I got on Zoom with Stephanie and her husband, Jon, so they could show me how they make it. First, they mixed softened butter with tomato paste, Calabrian chile paste and lemon zest to make a beautiful compound butter. Then, while they boiled bucatini in a big pot, they sauteed shallots, cherry tomatoes and garlic in olive oil, added lots of the fragrant butter, and finished the sauce with white wine and plenty of the starchy pasta cooking water. At the very end, they folded in a generous amount of fresh jumbo lump crab.
This is just how they make it in the restaurant, which makes a lot of sense when you’re a chef preparing each bowl of pasta to order. At home, you can skip making the separate compound butter and just add all its ingredients to the skillet. (We home cooks don’t have to worry about making sure multiple bowls taste consistent throughout the night. Plus, why wash a mixer if we don’t have to?)
If you do want to make the compound butter, you can double or triple those ingredients to make a big batch, form it into a log, wrap it in plastic and store it in the freezer. (Using a stand or hand mixer, beat the softened butter with the tomato paste, Calabrian chile paste and lemon zest.) Cut off discs to slather on roast chicken right when it comes out of the oven, melt some in a skillet and throw grilled shrimp in it, or toast bread and spread it thickly with the butter and use that to make a delicious sandwich with mortadella. If Calabrian chile paste is a new ingredient in your kitchen, try using it anywhere you’d use sambal or hot sauce (and mix with mayo for a great sandwich spread).

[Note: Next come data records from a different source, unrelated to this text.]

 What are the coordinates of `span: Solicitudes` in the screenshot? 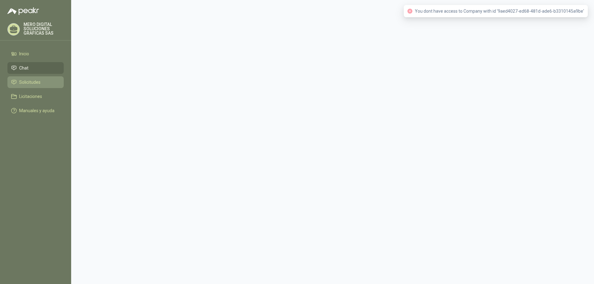 It's located at (30, 82).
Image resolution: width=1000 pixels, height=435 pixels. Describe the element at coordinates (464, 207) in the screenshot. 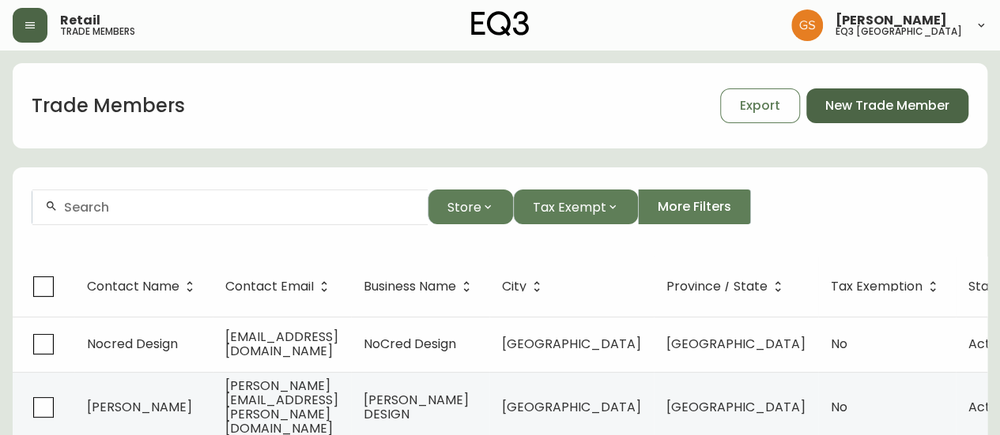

I digress. Back to the pasta. The silky, buttery sauce makes the bucatini just as decadent as the fresh crab. Which is to say, you can leave the crab out and still have a beautiful, rich pasta that happens to be vegetarian. If you’re looking for seafood but want a lower price tag, you can substitute high-quality canned crab, fresh shrimp (rock shrimp work well here; stir them in right as the pasta meets the sauce so they cook in the few minutes it takes for the pasta to absorb the sauce), or serve with steamed mussels. Or go big and combine crab, shrimp and mussels for an extra-special mixed seafood pasta.
When I asked Stephanie whether any particular moment or place inspired this recipe, she knew the answer right away: It was the crab spaghetti once on the menu at Edo’s Squid in Richmond, what she describes as a “no-frills, perfect Italian restaurant.”
I love thinking of one chef sitting in another’s restaurant, loving the food so much that she brings it home to her restaurant and now, through the generosity of sharing it here, brings it into our kitchens. I’ll be making this tonight — and I hope you’ll join me.